Tobacco Road Background

Tobacco Road Background

Tobacco Road is a novel written by Erskine Caldwell. The novel was first published in 1932, set in the rural Georgia which the author knew well. It features the memorable (if not entirely pleasant) character Jeeter Lester as well as his wife, Ada, his son Dude and Dude’s wise Bessie and, most controversially, Jeeter’s 15 year old married daughter Pearl and her husband Lov. Jeeter’s other daughter, the harelipped Ellie May, is also integral to the narrative.

Although at the time considered somewhat notorious, the novel is actually an example of 1930 's social melodrama. It is highly regarded and usually considered Caldwell's finest achievement. The novel was highly influenced by the early years of the Great Depression with its focus on economic inequality, the suffering of the poor, the effects of poverty and the alienation of those on the lowest rung of the social ladder.

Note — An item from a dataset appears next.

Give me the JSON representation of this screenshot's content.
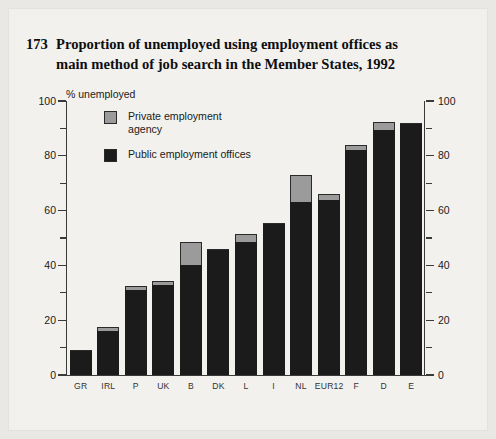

As if trying to replicate the patterns of its characters, the novel is written in spare and simple language. This effect is achieved by using mostly declarative sentence is even in description as well as dialogue. In this sense, Tobacco road is perhaps more accessible than other well-known novels detailing the misery of the Great Depression. Most notably of course, being John Steinbeck's The Grapes of Wrath.

Tobacco Road was Caldwell’s third novel. The novel was optioned for film adaptation by David F. Zanuck and 20th Century Fox shortly after their success with another Georgia-based novel, Gone with the Wind. That was seven years after the novel had enjoyed great success as a stage adaptation. The film version could not quite keep that same tone as the novel and with the controversial subject matter, it is considered one of the less successful adaptations of the period.

Nevertheless Tobacco Road has enjoyed some notoriety outside the medium of novel. In the very first television production by RCA in 1936, an excerpt was read from the novel, thus giving it a place in television history as well as literary history.